Your user's brain is not a calm, focused place. It's a battlefield. Notifications are firing. Slack is pinging. Their phone is vibrating. They have 7 tabs open. And somewhere in the middle of all that noise, they're trying to use your product.

If your design assumes a focused, rational user, it's already failed.

Cognitive load is the total amount of mental effort being used in working memory at any given moment. When your interface demands more than the user has available, they don't try harder — they leave.

Working memory: the bottleneck you can't ignore

Humans can hold roughly 4-7 items in working memory at once. That's it. Every field in your form, every option in your dropdown, every piece of information you ask users to carry from one screen to the next — it all consumes that tiny, precious resource.

Most interfaces fail not because they're confusing, but because they're exhausting. They ask the brain to track too many things simultaneously, and the brain — being the efficient machine it is — opts out.

The three types of cognitive load

Intrinsic load (the unavoidable)

Some tasks are inherently complex. Filing taxes. Configuring a server. Learning a new language. You can't eliminate intrinsic load, but you can avoid adding to it. Don't make hard things harder.

Extraneous load (the enemy)

This is the mental effort your design creates unnecessarily. Cluttered layouts. Inconsistent patterns. Vague labels. Information that should be together but is spread across screens. Extraneous load is design debt, and your users pay the interest.

Germane load (the good kind)

This is the mental effort devoted to actually understanding and learning. When you reduce extraneous load, you free up capacity for germane load — which means users can actually engage with your product instead of fighting it.

Designing for the distracted brain

Chunk information. Break complex flows into smaller, digestible steps. A multi-step form feels lighter than a single-page form, even if the total number of fields is identical. The brain prefers small, completable units.

Recognise over recall. Don't ask users to remember information from a previous step. Show it to them. Menus are easier than command lines. Icons alongside labels are easier than icons alone. Every time you make someone remember something, you're spending their cognitive budget.

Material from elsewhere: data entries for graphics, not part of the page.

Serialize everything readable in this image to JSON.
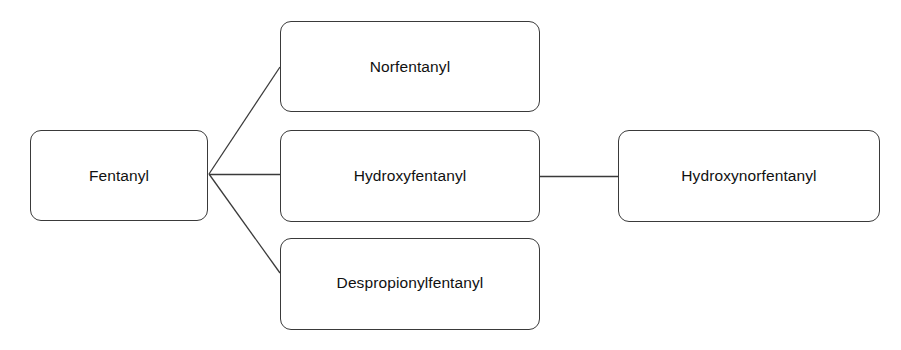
{
  "diagram": {
    "type": "metabolic-pathway-flowchart",
    "background_color": "#ffffff",
    "stroke_color": "#3a3a3a",
    "text_color": "#111111",
    "nodes": [
      {
        "id": "fentanyl",
        "label": "Fentanyl"
      },
      {
        "id": "norfentanyl",
        "label": "Norfentanyl"
      },
      {
        "id": "hydroxyfentanyl",
        "label": "Hydroxyfentanyl"
      },
      {
        "id": "despropionylfentanyl",
        "label": "Despropionylfentanyl"
      },
      {
        "id": "hydroxynorfentanyl",
        "label": "Hydroxynorfentanyl"
      }
    ],
    "edges": [
      {
        "id": "edge-fentanyl-norfentanyl",
        "from": "fentanyl",
        "to": "norfentanyl",
        "shape": "diagonal-up"
      },
      {
        "id": "edge-fentanyl-hydroxyfentanyl",
        "from": "fentanyl",
        "to": "hydroxyfentanyl",
        "shape": "horizontal"
      },
      {
        "id": "edge-fentanyl-despropionylfentanyl",
        "from": "fentanyl",
        "to": "despropionylfentanyl",
        "shape": "diagonal-down"
      },
      {
        "id": "edge-hydroxyfentanyl-hydroxynorfentanyl",
        "from": "hydroxyfentanyl",
        "to": "hydroxynorfentanyl",
        "shape": "horizontal"
      }
    ]
  }
}
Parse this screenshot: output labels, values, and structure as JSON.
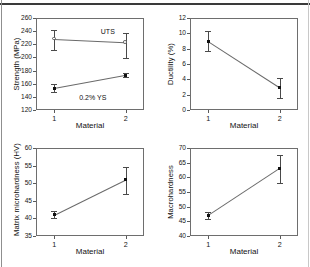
{
  "figure": {
    "layout": "2x2 grid of line plots with error bars",
    "shared_xlabel": "Material",
    "x_categories": [
      "1",
      "2"
    ]
  },
  "chart_data": [
    {
      "id": "strength",
      "type": "line",
      "title": "",
      "xlabel": "Material",
      "ylabel": "Strength (MPa)",
      "categories": [
        "1",
        "2"
      ],
      "ylim": [
        120,
        260
      ],
      "yticks": [
        120,
        140,
        160,
        180,
        200,
        220,
        240,
        260
      ],
      "grid": false,
      "legend": "inline annotations",
      "series": [
        {
          "name": "UTS",
          "marker": "open-circle",
          "values": [
            228,
            223
          ],
          "err_low": [
            17,
            24
          ],
          "err_high": [
            13,
            14
          ],
          "annotation": "UTS"
        },
        {
          "name": "0.2% YS",
          "marker": "filled-square",
          "values": [
            153,
            173
          ],
          "err_low": [
            6,
            3
          ],
          "err_high": [
            7,
            3
          ],
          "annotation": "0.2% YS"
        }
      ]
    },
    {
      "id": "ductility",
      "type": "line",
      "title": "",
      "xlabel": "Material",
      "ylabel": "Ductility (%)",
      "categories": [
        "1",
        "2"
      ],
      "ylim": [
        0,
        12
      ],
      "yticks": [
        0,
        2,
        4,
        6,
        8,
        10,
        12
      ],
      "grid": false,
      "series": [
        {
          "name": "Ductility",
          "marker": "filled-square",
          "values": [
            9.0,
            3.0
          ],
          "err_low": [
            1.3,
            1.4
          ],
          "err_high": [
            1.3,
            1.2
          ]
        }
      ]
    },
    {
      "id": "matrix-microhardness",
      "type": "line",
      "title": "",
      "xlabel": "Material",
      "ylabel": "Matrix microhardness (HV)",
      "categories": [
        "1",
        "2"
      ],
      "ylim": [
        35,
        60
      ],
      "yticks": [
        35,
        40,
        45,
        50,
        55,
        60
      ],
      "grid": false,
      "series": [
        {
          "name": "Matrix microhardness",
          "marker": "filled-square",
          "values": [
            41.0,
            51.0
          ],
          "err_low": [
            1.0,
            4.0
          ],
          "err_high": [
            1.0,
            3.5
          ]
        }
      ]
    },
    {
      "id": "macrohardness",
      "type": "line",
      "title": "",
      "xlabel": "Material",
      "ylabel": "Macrohardness",
      "categories": [
        "1",
        "2"
      ],
      "ylim": [
        40,
        70
      ],
      "yticks": [
        40,
        45,
        50,
        55,
        60,
        65,
        70
      ],
      "grid": false,
      "series": [
        {
          "name": "Macrohardness",
          "marker": "filled-square",
          "values": [
            47.0,
            63.0
          ],
          "err_low": [
            1.2,
            5.0
          ],
          "err_high": [
            1.2,
            4.5
          ]
        }
      ]
    }
  ],
  "colors": {
    "line": "#6a6a6a",
    "marker": "#111111",
    "axis": "#6e6e6e",
    "text": "#121212"
  }
}
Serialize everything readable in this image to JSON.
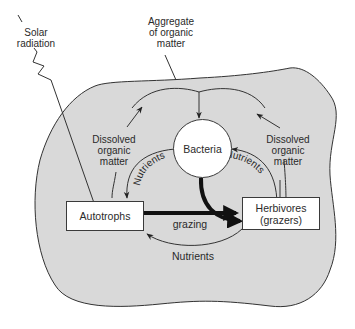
{
  "diagram": {
    "labels": {
      "solar_radiation": "Solar radiation",
      "aggregate": "Aggregate of organic matter",
      "dom_left": "Dissolved organic matter",
      "dom_right": "Dissolved organic matter",
      "nutrients_left": "Nutrients",
      "nutrients_right": "Nutrients",
      "nutrients_bottom": "Nutrients",
      "grazing": "grazing"
    },
    "nodes": {
      "bacteria": "Bacteria",
      "autotrophs": "Autotrophs",
      "herbivores_line1": "Herbivores",
      "herbivores_line2": "(grazers)"
    },
    "label_lines": {
      "solar_1": "Solar",
      "solar_2": "radiation",
      "agg_1": "Aggregate",
      "agg_2": "of organic",
      "agg_3": "matter",
      "doml_1": "Dissolved",
      "doml_2": "organic",
      "doml_3": "matter",
      "domr_1": "Dissolved",
      "domr_2": "organic",
      "domr_3": "matter"
    },
    "edges": [
      {
        "from": "Solar radiation",
        "to": "Autotrophs"
      },
      {
        "from": "Autotrophs",
        "to": "Aggregate of organic matter",
        "label": "Dissolved organic matter"
      },
      {
        "from": "Herbivores",
        "to": "Aggregate of organic matter",
        "label": "Dissolved organic matter"
      },
      {
        "from": "Aggregate of organic matter",
        "to": "Bacteria"
      },
      {
        "from": "Bacteria",
        "to": "Autotrophs",
        "label": "Nutrients"
      },
      {
        "from": "Herbivores",
        "to": "Bacteria",
        "label": "Nutrients"
      },
      {
        "from": "Bacteria",
        "to": "Herbivores",
        "style": "thick"
      },
      {
        "from": "Autotrophs",
        "to": "Herbivores",
        "label": "grazing",
        "style": "thick"
      },
      {
        "from": "Herbivores",
        "to": "Autotrophs",
        "label": "Nutrients"
      }
    ],
    "colors": {
      "aggregate_fill": "#d9d9d9",
      "stroke": "#333333",
      "node_fill": "#ffffff"
    }
  }
}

Reduce decisions. Hick's Law tells us that decision time increases with the number of choices. If your navigation has 12 items, users aren't empowered — they're overwhelmed. Group. Prioritise. Hide secondary options behind progressive disclosure.

Provide clear feedback. Uncertainty is cognitively expensive. When users don't know if an action succeeded, their brain spins cycles wondering. A simple confirmation, a loading state, a success message — these aren't niceties. They're cognitive off-ramps.

The best interface isn't the one with the fewest elements. It's the one that demands the least from the user's working memory at any given moment.

The bottom line

Cognitive load isn't abstract theory — it's the difference between a product people tolerate and a product people love. Every element you add, every piece of text you write, every step in a flow — ask yourself: Is this worth the mental energy it costs?

If the answer isn't an immediate yes, cut it. Your users' brains will thank you.